» **Task description**: Determine the number of lines in the listing below in which the word "will" is present, and state it without comment.

» **Records for the exercise**:
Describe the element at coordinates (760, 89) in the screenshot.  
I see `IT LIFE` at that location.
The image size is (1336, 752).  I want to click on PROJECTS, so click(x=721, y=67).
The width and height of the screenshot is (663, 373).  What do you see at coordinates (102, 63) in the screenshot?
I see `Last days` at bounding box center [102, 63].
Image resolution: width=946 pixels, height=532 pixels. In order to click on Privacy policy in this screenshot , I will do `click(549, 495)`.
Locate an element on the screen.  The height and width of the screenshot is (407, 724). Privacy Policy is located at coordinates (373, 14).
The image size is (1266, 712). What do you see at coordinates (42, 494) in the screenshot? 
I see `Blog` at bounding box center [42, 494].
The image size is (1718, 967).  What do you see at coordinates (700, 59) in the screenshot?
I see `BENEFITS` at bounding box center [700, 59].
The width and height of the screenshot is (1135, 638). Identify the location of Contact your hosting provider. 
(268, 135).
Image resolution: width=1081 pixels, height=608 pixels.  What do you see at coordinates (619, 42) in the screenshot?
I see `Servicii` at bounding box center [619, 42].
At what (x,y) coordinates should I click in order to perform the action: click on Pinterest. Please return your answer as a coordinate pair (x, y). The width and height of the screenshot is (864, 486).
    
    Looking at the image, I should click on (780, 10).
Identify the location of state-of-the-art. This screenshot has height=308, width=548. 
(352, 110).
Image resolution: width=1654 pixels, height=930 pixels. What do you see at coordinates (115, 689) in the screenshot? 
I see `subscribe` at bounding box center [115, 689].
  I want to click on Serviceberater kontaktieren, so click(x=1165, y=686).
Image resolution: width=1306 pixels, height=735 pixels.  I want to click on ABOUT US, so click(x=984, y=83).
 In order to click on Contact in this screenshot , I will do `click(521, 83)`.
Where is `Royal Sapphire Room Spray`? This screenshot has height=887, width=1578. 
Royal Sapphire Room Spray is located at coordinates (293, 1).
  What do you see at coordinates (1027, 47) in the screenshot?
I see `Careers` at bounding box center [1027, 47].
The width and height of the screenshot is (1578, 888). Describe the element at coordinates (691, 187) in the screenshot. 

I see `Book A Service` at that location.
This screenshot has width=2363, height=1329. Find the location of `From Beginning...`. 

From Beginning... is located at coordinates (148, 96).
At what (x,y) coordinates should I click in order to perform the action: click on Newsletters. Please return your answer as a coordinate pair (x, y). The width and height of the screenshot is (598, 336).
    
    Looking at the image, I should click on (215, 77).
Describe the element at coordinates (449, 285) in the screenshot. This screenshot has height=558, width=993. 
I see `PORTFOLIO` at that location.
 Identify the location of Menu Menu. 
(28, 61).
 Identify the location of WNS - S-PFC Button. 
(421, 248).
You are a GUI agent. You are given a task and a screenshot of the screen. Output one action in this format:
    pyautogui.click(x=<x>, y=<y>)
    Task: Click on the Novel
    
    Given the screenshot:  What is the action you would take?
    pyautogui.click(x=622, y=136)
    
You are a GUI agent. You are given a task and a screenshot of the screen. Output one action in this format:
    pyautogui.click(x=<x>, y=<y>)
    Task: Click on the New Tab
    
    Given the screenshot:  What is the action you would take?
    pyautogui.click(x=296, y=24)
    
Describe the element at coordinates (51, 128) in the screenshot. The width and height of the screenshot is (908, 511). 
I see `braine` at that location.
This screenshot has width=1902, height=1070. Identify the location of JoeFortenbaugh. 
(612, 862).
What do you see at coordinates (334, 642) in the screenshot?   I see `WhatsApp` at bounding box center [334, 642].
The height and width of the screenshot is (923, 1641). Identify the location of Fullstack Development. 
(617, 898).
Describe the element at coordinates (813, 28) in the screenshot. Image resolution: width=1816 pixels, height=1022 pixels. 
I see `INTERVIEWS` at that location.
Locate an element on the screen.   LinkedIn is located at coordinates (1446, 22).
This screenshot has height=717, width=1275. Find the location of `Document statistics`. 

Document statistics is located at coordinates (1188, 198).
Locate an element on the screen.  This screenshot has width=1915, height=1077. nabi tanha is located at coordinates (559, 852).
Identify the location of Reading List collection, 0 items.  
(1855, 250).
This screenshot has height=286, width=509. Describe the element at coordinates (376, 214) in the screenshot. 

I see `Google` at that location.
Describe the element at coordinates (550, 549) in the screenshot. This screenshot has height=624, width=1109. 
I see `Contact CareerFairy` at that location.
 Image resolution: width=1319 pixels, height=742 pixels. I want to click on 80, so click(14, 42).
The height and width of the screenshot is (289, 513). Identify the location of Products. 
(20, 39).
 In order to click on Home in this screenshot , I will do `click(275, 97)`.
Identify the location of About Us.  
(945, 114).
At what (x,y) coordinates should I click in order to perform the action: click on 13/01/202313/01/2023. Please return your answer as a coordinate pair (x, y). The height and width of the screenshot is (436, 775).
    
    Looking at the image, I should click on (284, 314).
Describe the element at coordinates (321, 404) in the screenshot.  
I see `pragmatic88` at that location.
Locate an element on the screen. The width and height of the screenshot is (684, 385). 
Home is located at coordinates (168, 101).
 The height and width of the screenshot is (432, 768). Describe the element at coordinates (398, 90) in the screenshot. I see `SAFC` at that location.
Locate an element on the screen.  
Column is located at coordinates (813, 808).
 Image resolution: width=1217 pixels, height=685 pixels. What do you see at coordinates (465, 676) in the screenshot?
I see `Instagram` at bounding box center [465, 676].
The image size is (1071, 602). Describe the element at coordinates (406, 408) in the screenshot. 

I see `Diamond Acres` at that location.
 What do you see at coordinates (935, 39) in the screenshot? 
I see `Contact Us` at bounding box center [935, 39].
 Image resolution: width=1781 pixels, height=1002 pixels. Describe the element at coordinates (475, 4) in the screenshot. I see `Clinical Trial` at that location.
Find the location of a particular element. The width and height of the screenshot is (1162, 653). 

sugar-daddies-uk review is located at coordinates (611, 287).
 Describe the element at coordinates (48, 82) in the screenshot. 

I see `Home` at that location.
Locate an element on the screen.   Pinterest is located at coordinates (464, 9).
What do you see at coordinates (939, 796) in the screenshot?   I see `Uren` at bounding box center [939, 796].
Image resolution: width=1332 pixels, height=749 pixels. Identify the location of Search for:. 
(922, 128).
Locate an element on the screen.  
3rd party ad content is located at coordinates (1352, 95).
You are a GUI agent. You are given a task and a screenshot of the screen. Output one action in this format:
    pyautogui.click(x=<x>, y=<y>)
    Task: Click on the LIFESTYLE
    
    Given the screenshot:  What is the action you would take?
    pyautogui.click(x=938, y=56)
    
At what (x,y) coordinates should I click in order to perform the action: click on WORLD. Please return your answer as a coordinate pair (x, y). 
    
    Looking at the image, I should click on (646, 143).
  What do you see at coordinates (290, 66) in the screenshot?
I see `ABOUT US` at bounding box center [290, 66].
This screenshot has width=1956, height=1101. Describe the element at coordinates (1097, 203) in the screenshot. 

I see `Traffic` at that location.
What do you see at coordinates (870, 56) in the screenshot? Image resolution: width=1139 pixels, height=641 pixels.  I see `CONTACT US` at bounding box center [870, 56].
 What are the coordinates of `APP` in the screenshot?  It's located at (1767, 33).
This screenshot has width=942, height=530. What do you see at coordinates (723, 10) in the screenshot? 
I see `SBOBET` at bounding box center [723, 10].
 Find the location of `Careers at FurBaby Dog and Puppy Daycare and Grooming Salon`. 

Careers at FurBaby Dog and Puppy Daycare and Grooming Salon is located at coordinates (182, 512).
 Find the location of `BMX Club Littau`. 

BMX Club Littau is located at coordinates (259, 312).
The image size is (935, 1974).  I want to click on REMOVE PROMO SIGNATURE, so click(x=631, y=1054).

» **Output for this task**: 3